There are things states, Congress, and average people can do to stop the O’Biden climate agenda, if they want to secure a more prosperous future for ourselves and future generations, says Grande.

“States must step up,” said Grande. “They have to push anti-ESG legislation—this has to be done from Alaska to Texas, it can’t just be done all over the Western states and nowhere else. “We need to build coalitions within the states and among the think tanks across the nation so that we can gather together and get the proper information out,” Grande said. “States need to be forming coalitions and passing regulations, public service commissioners need to work on protecting the grid and asking the right questions about how we are going to guarantee the stability of the grid, and states’ attorneys general also need to step up and fight for federalism.” Grande says, Congress has a role in fighting the O’Biden climate agenda as well.
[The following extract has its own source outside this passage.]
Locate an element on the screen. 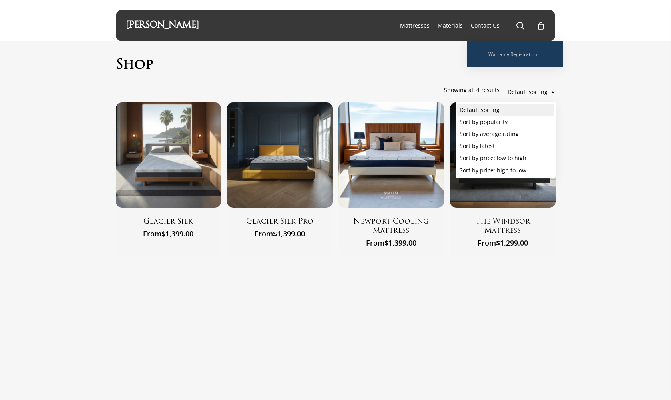  h1: Shop is located at coordinates (336, 66).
“I know it’s tough with a Senate divided 50-50, but Congress needs to exercise the congressional review act on every single regulations that the Biden administration puts forward, if for no other reason than to force a public debate over the proposals,” Grande said.

Average people have a role to play as well, says Grande.

“There plenty of things ordinary people can do to make their voices heard,” said Grande. “Anybody can write a letter to the editor; they can attend city and county meetings, and it doesn’t take much to go once a month and sit in a school board meeting to stop the improper education of our children on global warming and pay attention to what your kids are being taught in their classrooms and then ask questions.

“People can even run for office if they are are able, or help someone you know that thinks the same as you—then help them when they decide to run for office, Grande said. “These are very simple, easy things that the average person can do.”

Kenneth Artz (KApublishing@gmx.com) writes from Dallas, Texas.

 

Kenneth Artz
Kenneth Artzhttps://www.heartland.org/about-us/who-we-are/kenneth-artz
Artz has more than 20 years’ experience in nonprofit organizations, publishing, newspaper reporting, and public policy advocacy.